TWISTER-vases



TWISTER-vases

1) The totally unprejudiced mind is playful and uninhibited, devising tasks for itself that seem to have no practical ends. For example, Piet Hein one day found himself pondering the columns of Copenhagen’s Town Hall.



He realized that by expanding...

 

2) ...each cylinder it would touch its neighbor along its full length and if the cylinders were rotated they would continue to touch.
3) He realized that they did not have to be cylindrical to continue to touch and rotate.
4) These two (at left) can touch in many variations but only two by two. Cylinders (center) can touch three by three. Are there non-cylindrical shapes that can do this?

 
5) There are: Piet Hein arrived at these twisted solids (called Corotoides) which are mathematically designed to touch two by two along their full length and three by three at one point every third of a turn. Any num ber of these rotating shapes can be com bined; four of them will transmit a uniform flow of energy. Technician friends inform Piet Hein that this freak of spatial geometry (described here for the first time) can be used for new kinds of conveyors, motors, pumps, crushing machines, compressors, etc. But Piet Hein invented the new shapes for shape’s sake. Now that he knows of their practical applications, however, he has patented them. Which is a solution of sorts, and which raises a problem.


▶ **WHAT THE TASK REQUIRES**: Going through the data below, copy out each line where the word "DATE" shows up.

▶ **EXTRACTED ENTRIES**:
-- Opening Marker --
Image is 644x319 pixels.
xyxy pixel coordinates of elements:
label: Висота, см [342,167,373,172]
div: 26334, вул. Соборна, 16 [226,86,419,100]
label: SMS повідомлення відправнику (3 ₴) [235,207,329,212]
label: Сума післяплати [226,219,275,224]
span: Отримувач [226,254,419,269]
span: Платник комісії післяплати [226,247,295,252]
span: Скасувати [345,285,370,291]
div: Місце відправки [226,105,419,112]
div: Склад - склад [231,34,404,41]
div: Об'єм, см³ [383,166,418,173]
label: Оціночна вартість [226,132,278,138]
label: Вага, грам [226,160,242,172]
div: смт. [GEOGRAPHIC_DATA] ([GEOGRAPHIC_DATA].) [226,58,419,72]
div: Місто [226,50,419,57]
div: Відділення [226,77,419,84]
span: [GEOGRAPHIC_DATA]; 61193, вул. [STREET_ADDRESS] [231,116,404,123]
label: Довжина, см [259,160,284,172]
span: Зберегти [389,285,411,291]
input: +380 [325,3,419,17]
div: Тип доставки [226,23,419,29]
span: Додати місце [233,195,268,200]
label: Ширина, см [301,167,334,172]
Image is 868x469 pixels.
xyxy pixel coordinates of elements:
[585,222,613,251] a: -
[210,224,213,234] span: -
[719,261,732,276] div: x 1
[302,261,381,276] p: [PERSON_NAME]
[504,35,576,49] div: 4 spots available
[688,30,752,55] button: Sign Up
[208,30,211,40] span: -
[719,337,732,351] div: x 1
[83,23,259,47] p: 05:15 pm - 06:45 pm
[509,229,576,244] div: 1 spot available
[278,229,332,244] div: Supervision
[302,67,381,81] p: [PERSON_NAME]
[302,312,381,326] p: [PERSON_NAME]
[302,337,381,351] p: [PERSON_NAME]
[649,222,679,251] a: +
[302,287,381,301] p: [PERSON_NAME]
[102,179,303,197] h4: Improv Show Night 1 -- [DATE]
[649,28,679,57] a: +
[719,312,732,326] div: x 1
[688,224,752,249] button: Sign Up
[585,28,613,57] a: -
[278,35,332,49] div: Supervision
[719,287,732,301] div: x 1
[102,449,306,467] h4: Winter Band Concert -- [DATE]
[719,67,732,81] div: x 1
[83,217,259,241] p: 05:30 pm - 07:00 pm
-- Closing Marker --
▶ **OUTPUT BELOW**:
[102,179,303,197] h4: Improv Show Night 1 -- [DATE]
[102,449,306,467] h4: Winter Band Concert -- [DATE]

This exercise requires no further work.